I have been thinking a little too much about the differences between the students who get it and those who do not. I was reminded of this basic distinction when I was reading through another one of Jonah Lehrer’s posts on the nature of expertise and the research he cited by a few folks at various universities.

One of the behaviors that research pointed to as essential to learning well was the ability to tolerate boring and repetitive practice without distractions. Lehrer cited to work of K. Anders Ericsson at the University of Florida and Angela Duckworth at the University of Pennsylvania who have both done a great deal of research on memory development.

Ericsson has worked with music performers to find out why some excel while others languish in mediocrity, and Duckworth led research that focused on students in the National Spelling Bee to find out how some students nailed those impossible words while others made it there but received nothing more than a congratulation and a pat on the back.

Ericsson found that the best musicians tended not to be those born to perform but those who spent hours and hours in their rooms practicing by themselves. This reminded me of a story told by Paco de Lucia’s father about how the young Paco was not able to go to school, so he ended up staying in his room hour after hour practicing his guitar and listening to records of flamenco guitarists. For musicians, this ability to practice scales to the point of being able to go through them without thinking is part of internalizing complicated movements into something the brains considers to be a single motion.

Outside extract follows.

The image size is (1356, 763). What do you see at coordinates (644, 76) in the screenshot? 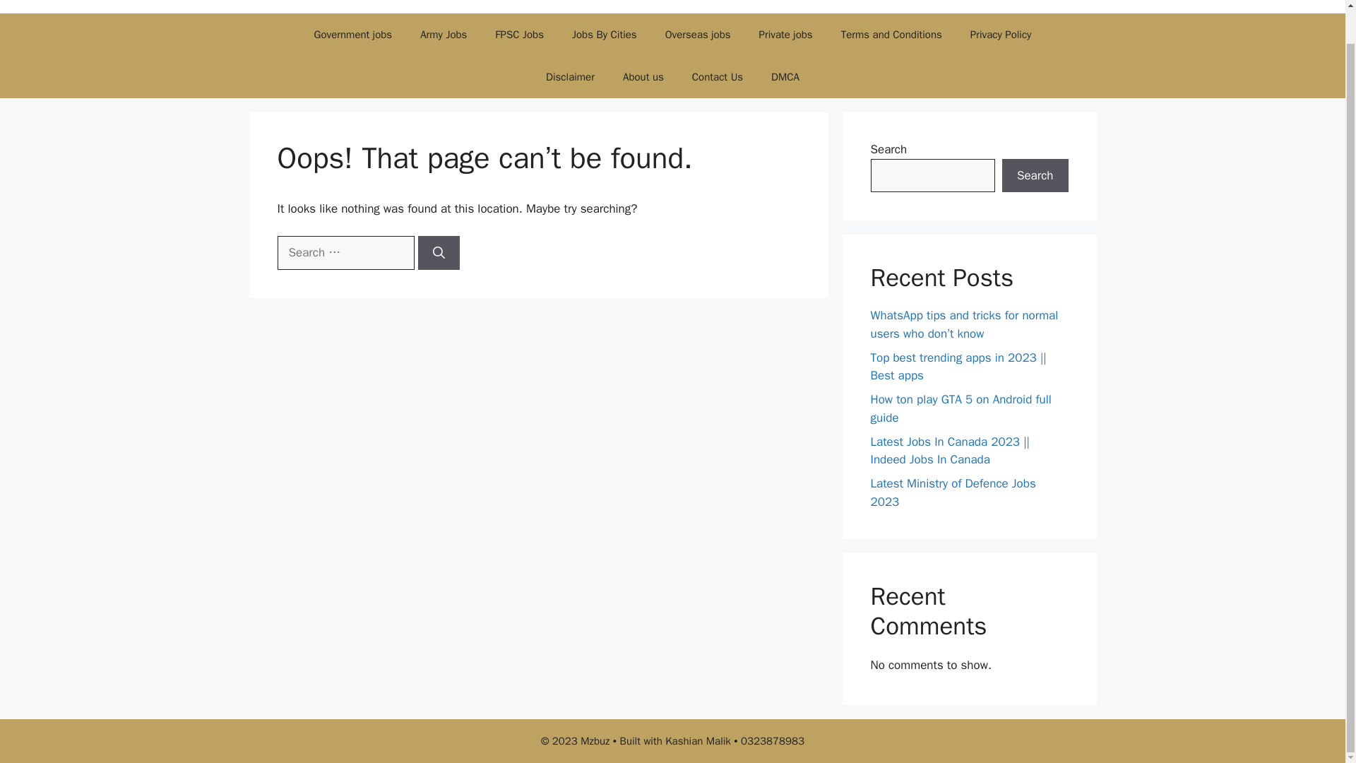
I see `About us` at bounding box center [644, 76].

Duckworth found essentially the same discipline in the top spellers at the National Spelling Bee. They were were not the ones who asked other people to quiz them, and, contrary to what many English teachers would like to believe, they were not the ones who read a great deal. They were the ones who were willing to put up with the drudgery of repetitive practice. They tended to practice even after they had already spelled the word correctly once or twice, and made sure they had, essentially, nailed it.

For anyone who has been following memory research, these findings are nothing new. They are quite consistent with what has been showing up in studies for decades. Research on chess players showed that the ones who were willing to practice hour after hour developed better memories for various strategies and the conditions under which they can be used. The research on chess players showed that practice and not intelligence was the key to being able to learn and employ the various strategies during matches.

In spite of all the mounting research on the utility of repetitive practice, I have not found many books or teachers who put this approach into practice. It seems grammar is already such a boring topic that making parts of it repetitive would push it over the edge and make teaching it a violation of the Geneva Convention.

The issue is determining which parts of grammar instruction should be drilled. According to Ericsson’s and Duckworth’s studies, only those materials that can be reduced to small segments of randomly accessed memory should be learned through repetitive drill. Doing this would allow students to focus on the structural elements without sweating over whether a certain word were a preposition or an article.